Moreover, including illegal immigrants in the census “punishes states who [sic] do cooperate with federal immigration authorities in the identification and removal” of illegal aliens, Alabama’s lawsuit states.

Alabama’s final complaint is monetary. Including illegal immigrants in the census, it says, will likely cause it to lose its fair share of the almost $700 billion distributed annually by the federal government in grants and other funds.

The key to Alabama’s case is the definition of “persons” who should be counted and thus used in apportionment. Alabama argues that the term “persons” was understood at the “time of the founding and when the 14th Amendment was ratified” to mean the “inhabitants” of a state.

Furthermore, “In the public law of the founding era, the term ‘inhabitant’ did not encompass unlawful residents because inhabitance was a legal status that depended upon permission to settle granted by the sovereign nation in which an alien wished to reside,” Alabama argues.

In other words, “persons” does not include individuals who are in the U.S. illegally, without the permission of the federal government.

The “Residence” rule adopted by the Census Bureau for the 2020 census stipulates that foreign nationals will be counted and allocated to the state where their “usual residence” is located, regardless of whether they are legally present.

Alabama argues that the rule is unconstitutional. Moreover, it claims, the rule violates the Administrative Procedure Act because it is “arbitrary and capricious” and exceeds the Census Bureau’s statutory authority.

The last time the Supreme Court had a significant case involving the census was in 1999 in Department of Commerce v. U.S. House of Representatives. The justices concluded that the Census Bureau had to do an actual count of the population — it could not use statistical sampling.

In 2015 the Supreme Court held that states could use total population numbers — which includes illegal immigrants — in drawing the boundaries of legislative districts. But that case was about redistricting, not apportionment.

Does Alabama have a case? That will largely depend on whether it can convince the Supreme Court that its understanding of the historical definition of “persons” in the apportionment clause of the Constitution is correct.
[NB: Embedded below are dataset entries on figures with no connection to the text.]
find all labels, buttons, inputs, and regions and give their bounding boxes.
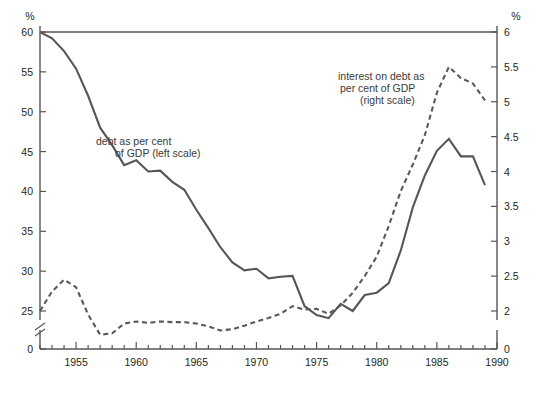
tick-label: 35 <box>21 225 33 237</box>
tick-label: 1965 <box>185 356 209 368</box>
tick-label: 4 <box>504 166 510 178</box>
tick-label: 1960 <box>125 356 149 368</box>
chart-container: % % 02530354045505560 022.533.544.555.56… <box>0 0 554 393</box>
tick-label: 5 <box>504 96 510 108</box>
interest-annotation-line2: per cent of GDP <box>340 82 415 94</box>
x-axis-ticks: 19551960196519701975198019851990 <box>40 342 509 368</box>
tick-label: 1970 <box>245 356 269 368</box>
interest-annotation-line1: interest on debt as <box>338 70 424 82</box>
dual-axis-line-chart: % % 02530354045505560 022.533.544.555.56… <box>0 0 554 393</box>
tick-label: 25 <box>21 305 33 317</box>
tick-label: 0 <box>27 343 33 355</box>
left-axis-ticks: 02530354045505560 <box>21 26 46 355</box>
tick-label: 55 <box>21 66 33 78</box>
tick-label: 45 <box>21 146 33 158</box>
tick-label: 3 <box>504 235 510 247</box>
debt-annotation-line2: of GDP (left scale) <box>115 147 201 159</box>
tick-label: 1975 <box>305 356 329 368</box>
tick-label: 5.5 <box>504 61 519 73</box>
tick-label: 2.5 <box>504 270 519 282</box>
tick-label: 1955 <box>64 356 88 368</box>
tick-label: 2 <box>504 305 510 317</box>
tick-label: 3.5 <box>504 200 519 212</box>
interest-series-line <box>40 67 485 335</box>
right-axis-unit-label: % <box>511 10 520 22</box>
tick-label: 4.5 <box>504 131 519 143</box>
tick-label: 40 <box>21 185 33 197</box>
tick-label: 1980 <box>365 356 389 368</box>
axes-frame <box>35 26 497 349</box>
tick-label: 1990 <box>485 356 509 368</box>
interest-annotation-line3: (right scale) <box>360 94 415 106</box>
tick-label: 60 <box>21 26 33 38</box>
tick-label: 50 <box>21 106 33 118</box>
tick-label: 6 <box>504 26 510 38</box>
tick-label: 1985 <box>425 356 449 368</box>
interest-annotation: interest on debt as per cent of GDP (rig… <box>338 70 424 106</box>
tick-label: 0 <box>504 343 510 355</box>
tick-label: 30 <box>21 265 33 277</box>
right-axis-ticks: 022.533.544.555.56 <box>491 26 519 355</box>
debt-annotation-line1: debt as per cent <box>96 135 171 147</box>
left-axis-unit-label: % <box>25 10 34 22</box>
debt-annotation: debt as per cent of GDP (left scale) <box>96 135 201 159</box>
This is not an issue the Court has addressed before.

But regardless of the ultimate resolution of this novel legal argument, Alabama is right about the unfairness of the current system. Illegal immigrants, by definition, have no right to be in this country. It is unjust to allow states to gain a political advantage over other states by flouting federal immigration law, as California has done with its sanctuary policies and obstruction of federal enforcement.